Android: Going, Going, Gone (Premium)

Just as Microsoft did with Windows, Surface, and other brands, Google is now quietly deemphasizing the term “Android” in favor of its corporate brand.

This shift is the branding equivalent of sweeping some dust under a rug before the guests arrive. And as was the case with Microsoft’s shift, this is all about consolidating under a single, cohesive, and well-respected brand that has fewer ties to a questionable and sometimes embarrassing past.

That is, while Android is dominant in smartphones, the Android brand has not helped the platform move successfully to related markets for tablets, wearables, or Internet of Things (IoT) and smart home devices. Likewise, adding “Android” to its software and services brands has been equally unsuccessful, and likely to instantly turn off those using, say, an iOS device. Users trust Google in the cloud. Android? Eh.

I’m reminded of Microsoft’s cross-platform nadir, when it released something with the bone-headed name Windows Media Player for Mac. You can imagine how well that product fared. And how much Google wants to avoid alienating its users in a similar fashion.

How serious is Google about removing the “Android” brand? It has entirely recast its tablet efforts around Chrome OS, which can now run Android apps. It has renamed Android Pay to Google Pay, and it has likewise renamed various apps, like Messages, that once had the word Android in their names. It renamed the Android Wear platform to Wear OS. And it is using the Google brand, and not Android, on virtually all of its new product and offerings.

But the most amazing example of this Pravda-like rewriting of history is something I missed: As 9to5Google points out, Google’s presenters did not utter the word “Android”—even once—at this past week’s Made By Google hardware event.

Folks, that is astonishing.

Even Microsoft, in its current mad bid to push Microsoft 365, frequently uses the word “Windows” when it discusses this offering publicly. One would have to try hard not to do so. And Android today is far more popular than Windows, on far more devices, and used far more throughout the day. It’s not something one can ignore. And yet Google, that platform’s maker, did just that.

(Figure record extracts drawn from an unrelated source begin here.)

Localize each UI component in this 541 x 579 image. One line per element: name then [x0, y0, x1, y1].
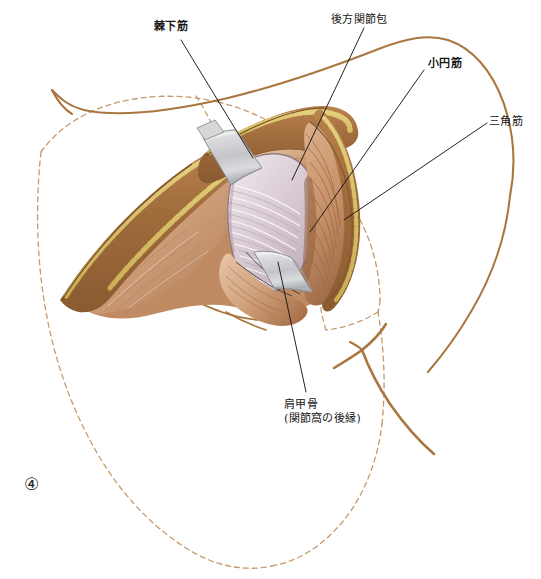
label-posterior-capsule: 後方関節包: [331, 13, 388, 27]
humerus-outline: [334, 324, 434, 454]
skin-flap-outline-lower: [428, 196, 510, 372]
label-deltoid: 三角筋: [489, 115, 523, 129]
label-scapula-line1: 肩甲骨: [284, 398, 361, 412]
label-teres-minor: 小円筋: [428, 57, 462, 71]
label-scapula-line2: (関節窩の後縁): [284, 412, 361, 426]
anatomical-figure: 棘下筋 後方関節包 小円筋 三角筋 肩甲骨 (関節窩の後縁) ④: [0, 0, 541, 579]
figure-number: ④: [24, 474, 39, 494]
label-infraspinatus: 棘下筋: [154, 20, 188, 34]
label-scapula: 肩甲骨 (関節窩の後縁): [284, 398, 361, 426]
illustration-canvas: [0, 0, 541, 579]
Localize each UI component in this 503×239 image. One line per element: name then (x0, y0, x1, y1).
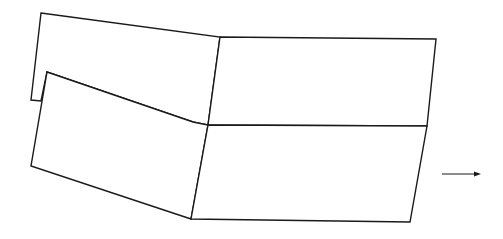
arrow-head (474, 172, 481, 177)
upper-right-panel (208, 37, 436, 126)
diagram-canvas (0, 0, 503, 239)
folded-panels-diagram (0, 0, 503, 239)
lower-right-panel (191, 125, 427, 222)
right-arrow-icon (442, 172, 481, 177)
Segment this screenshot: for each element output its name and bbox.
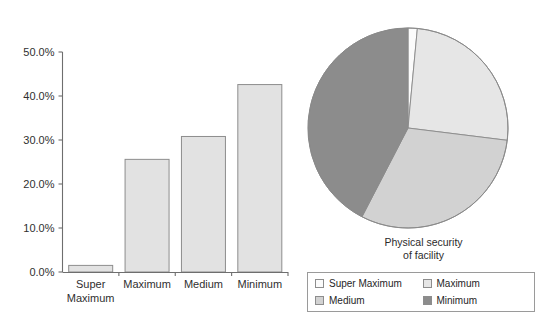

And it did just that despite the fact that one of the newly-announced products, the Pixel Slate, is Google’s first Chrome OS tablet, a device that exists in part to run Android apps on a tablet form factor. And despite the fact that it announced two new flagship smartphones which run, wait for it, Android.

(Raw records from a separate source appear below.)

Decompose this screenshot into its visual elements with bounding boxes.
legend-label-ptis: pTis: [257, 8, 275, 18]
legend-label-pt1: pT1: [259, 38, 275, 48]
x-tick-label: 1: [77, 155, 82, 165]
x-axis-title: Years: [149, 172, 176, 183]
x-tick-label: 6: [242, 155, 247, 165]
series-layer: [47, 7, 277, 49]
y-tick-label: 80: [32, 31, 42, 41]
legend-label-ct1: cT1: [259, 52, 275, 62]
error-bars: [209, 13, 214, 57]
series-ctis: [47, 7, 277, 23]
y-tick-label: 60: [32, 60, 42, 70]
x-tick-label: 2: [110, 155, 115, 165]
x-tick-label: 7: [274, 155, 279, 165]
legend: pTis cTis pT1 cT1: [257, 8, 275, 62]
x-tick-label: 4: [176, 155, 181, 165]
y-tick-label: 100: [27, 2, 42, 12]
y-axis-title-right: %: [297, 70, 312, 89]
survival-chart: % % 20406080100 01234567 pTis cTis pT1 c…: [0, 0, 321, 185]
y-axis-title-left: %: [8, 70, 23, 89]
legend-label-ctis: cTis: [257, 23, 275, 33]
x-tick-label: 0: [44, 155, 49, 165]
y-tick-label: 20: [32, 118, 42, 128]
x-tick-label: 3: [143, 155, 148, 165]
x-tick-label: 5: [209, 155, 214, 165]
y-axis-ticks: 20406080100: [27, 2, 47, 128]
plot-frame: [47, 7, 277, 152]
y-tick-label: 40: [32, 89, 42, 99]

So why would Google do this?

Perhaps there is some parallel in history. Google, after all, is obsessed with a fear of turning into the next Microsoft. And Android’s lack of success outside of smartphones does mirror Windows’ lack of success outside of the desktop PC, at least on the client side. It is desperate for Android to avoid Windows’ fate as a one-platform wonder.

On that note, Google is known to be plotting its way to a post-Android world in which its future platforms—like Fuchsia—will be able to run Android apps, making some future transition from Android seamless for users. Today’s work bringing Android apps to Chrome OS is pretty obviously the first step towards this future. A test run of sorts.

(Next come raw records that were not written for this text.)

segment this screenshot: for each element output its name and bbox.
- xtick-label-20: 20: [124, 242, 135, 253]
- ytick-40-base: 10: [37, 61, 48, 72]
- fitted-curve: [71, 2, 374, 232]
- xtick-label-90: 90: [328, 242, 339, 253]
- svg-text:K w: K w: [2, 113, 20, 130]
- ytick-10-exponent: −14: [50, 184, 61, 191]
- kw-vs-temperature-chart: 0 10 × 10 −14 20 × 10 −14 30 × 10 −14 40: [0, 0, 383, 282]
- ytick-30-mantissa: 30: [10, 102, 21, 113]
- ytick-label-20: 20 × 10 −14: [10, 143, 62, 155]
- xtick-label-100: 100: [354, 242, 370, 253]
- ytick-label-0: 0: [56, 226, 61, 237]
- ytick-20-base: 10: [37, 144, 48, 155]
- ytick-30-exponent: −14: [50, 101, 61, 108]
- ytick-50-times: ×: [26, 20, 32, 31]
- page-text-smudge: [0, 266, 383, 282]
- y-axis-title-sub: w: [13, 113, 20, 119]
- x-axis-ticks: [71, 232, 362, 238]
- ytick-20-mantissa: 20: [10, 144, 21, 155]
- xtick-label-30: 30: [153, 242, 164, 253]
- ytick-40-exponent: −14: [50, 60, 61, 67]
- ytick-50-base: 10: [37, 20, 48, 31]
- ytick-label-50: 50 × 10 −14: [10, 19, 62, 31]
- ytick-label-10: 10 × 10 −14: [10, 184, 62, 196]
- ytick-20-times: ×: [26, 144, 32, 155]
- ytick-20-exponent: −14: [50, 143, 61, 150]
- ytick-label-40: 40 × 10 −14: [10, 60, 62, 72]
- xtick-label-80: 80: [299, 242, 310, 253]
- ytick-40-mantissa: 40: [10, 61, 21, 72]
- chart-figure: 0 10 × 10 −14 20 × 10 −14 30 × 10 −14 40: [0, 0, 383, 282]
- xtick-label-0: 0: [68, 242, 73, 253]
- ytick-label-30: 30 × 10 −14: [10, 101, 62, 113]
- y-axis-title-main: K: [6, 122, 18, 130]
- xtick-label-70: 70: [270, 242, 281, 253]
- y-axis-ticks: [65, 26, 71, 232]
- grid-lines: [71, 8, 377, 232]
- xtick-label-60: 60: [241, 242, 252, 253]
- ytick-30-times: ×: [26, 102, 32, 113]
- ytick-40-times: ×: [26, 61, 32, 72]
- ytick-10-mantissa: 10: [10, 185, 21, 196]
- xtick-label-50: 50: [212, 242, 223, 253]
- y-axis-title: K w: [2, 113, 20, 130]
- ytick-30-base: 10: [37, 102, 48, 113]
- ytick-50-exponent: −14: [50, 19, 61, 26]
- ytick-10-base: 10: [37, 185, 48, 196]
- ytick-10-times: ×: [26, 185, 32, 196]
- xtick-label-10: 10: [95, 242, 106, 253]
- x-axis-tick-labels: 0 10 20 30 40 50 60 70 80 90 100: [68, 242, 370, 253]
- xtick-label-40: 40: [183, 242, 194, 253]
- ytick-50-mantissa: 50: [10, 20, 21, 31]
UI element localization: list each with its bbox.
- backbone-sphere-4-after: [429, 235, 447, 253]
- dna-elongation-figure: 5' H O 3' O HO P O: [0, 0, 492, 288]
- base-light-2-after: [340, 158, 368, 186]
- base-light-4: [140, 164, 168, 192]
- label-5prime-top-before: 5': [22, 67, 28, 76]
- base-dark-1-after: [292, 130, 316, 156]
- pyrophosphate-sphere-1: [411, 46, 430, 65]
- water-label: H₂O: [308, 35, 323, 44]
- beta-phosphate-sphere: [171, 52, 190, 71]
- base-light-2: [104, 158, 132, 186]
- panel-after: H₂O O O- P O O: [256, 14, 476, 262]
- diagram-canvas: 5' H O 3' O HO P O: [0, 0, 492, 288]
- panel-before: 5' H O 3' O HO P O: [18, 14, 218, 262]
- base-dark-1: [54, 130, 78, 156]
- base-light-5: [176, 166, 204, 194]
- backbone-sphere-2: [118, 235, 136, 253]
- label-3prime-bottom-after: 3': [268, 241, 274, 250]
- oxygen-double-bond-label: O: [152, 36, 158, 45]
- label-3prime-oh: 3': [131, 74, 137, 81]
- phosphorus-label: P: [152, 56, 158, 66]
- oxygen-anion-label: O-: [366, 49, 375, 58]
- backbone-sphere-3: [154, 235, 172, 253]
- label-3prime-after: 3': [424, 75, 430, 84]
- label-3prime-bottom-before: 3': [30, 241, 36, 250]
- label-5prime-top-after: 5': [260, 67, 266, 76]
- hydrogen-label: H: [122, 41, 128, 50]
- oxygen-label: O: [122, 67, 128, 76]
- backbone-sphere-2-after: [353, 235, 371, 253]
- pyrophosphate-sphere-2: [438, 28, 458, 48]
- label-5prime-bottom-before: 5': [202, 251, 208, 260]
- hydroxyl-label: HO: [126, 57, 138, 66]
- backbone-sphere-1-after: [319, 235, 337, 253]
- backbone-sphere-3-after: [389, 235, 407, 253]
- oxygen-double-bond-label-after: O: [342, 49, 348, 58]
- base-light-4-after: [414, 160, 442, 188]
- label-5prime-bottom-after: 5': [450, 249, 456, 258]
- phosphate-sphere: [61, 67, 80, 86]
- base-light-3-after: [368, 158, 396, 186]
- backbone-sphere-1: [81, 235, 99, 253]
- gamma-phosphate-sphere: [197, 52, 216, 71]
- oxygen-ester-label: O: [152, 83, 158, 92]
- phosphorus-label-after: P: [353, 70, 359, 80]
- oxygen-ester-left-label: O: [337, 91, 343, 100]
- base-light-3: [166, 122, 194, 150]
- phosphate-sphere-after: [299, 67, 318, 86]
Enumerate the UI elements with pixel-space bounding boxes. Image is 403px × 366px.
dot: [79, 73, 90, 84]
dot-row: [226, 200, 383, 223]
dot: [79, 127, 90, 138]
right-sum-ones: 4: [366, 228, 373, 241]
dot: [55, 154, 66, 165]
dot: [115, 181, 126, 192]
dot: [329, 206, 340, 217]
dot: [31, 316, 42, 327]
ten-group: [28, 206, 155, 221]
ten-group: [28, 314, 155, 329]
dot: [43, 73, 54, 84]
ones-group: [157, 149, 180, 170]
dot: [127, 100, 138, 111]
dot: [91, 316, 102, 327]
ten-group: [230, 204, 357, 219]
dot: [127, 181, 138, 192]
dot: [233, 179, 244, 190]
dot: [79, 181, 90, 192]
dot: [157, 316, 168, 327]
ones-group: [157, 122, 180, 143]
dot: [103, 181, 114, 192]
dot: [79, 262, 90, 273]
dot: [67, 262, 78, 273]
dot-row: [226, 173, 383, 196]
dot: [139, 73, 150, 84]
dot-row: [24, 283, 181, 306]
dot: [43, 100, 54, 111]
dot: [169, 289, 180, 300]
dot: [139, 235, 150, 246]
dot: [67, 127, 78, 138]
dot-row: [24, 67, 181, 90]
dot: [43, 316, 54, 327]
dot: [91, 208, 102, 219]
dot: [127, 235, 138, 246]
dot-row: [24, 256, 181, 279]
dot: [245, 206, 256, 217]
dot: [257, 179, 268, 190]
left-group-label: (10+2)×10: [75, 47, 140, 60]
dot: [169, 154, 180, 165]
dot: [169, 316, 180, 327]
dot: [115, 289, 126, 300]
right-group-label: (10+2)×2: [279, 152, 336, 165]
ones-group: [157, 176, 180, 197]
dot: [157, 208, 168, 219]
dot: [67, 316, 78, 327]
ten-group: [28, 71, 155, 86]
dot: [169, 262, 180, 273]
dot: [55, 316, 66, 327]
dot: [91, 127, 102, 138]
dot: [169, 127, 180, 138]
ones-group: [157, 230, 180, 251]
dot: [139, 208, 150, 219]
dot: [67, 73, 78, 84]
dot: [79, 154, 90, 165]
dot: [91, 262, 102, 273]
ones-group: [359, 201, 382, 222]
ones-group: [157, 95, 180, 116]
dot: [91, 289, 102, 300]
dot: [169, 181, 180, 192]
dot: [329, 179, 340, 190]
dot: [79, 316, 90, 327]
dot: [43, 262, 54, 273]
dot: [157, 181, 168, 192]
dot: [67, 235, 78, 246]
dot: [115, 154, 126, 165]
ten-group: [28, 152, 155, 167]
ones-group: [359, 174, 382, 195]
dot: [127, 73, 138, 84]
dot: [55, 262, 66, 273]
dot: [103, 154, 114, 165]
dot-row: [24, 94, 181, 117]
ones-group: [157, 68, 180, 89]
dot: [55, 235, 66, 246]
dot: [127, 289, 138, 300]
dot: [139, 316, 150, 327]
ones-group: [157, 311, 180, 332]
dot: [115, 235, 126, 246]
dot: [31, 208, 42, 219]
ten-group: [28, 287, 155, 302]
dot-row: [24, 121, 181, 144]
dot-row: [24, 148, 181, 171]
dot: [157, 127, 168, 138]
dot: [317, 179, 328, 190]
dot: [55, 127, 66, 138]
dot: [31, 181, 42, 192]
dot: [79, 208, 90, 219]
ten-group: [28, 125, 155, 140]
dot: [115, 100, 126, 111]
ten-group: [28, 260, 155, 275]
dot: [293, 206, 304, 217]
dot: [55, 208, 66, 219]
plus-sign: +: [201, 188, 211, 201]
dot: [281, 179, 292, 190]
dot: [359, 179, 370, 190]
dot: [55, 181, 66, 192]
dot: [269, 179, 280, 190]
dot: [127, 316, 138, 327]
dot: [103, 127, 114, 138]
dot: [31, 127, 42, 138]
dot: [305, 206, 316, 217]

(Microsoft doesn’t have such a plan. Its attempts to take Windows to smartphones failed, and its attempts to make Windows simpler, safer, and more streamlined—via S mode and the Universal Windows Platform—have likewise failed. Microsoft is stuck. There’s no NT waiting in the wings to pull the customer base forward, as there was 20 years ago.)

But I also think that Google has other reasons to dump Android like a bad habit.

First, Android is generally considered to be insecure. And it has performance issues that I believe to be endemic to the platform, where devices experience a Windows-like “performance rot” over time. This never happens to iOS devices. And it never happens to Chrome OS, for that matter.

With Android out of the picture, Google can push its platforms to new technologies without freaking out its users. Future Pixel phones, for example, may simply be “Google-powered” in the same way that Windows 2000 was “based on NT technology.” Users don’t care what’s under the hood. Just that everything works.

And Android, despite its heady successes, is clearly not working. And I suspect that whatever Android-based brands that do still exist—like Android Things and Android Auto—will be renamed within the next year, as Google continues its cold march to a future in which this past never happened.

Grab the popcorn, folks. This is going to make for some entertaining viewing.

 

Gain unlimited access to Premium articles.

With technology shaping our everyday lives, how could we not dig deeper?

Thurrott Premium delivers an honest and thorough perspective about the technologies we use and rely on everyday. Discover deeper content as a Premium member.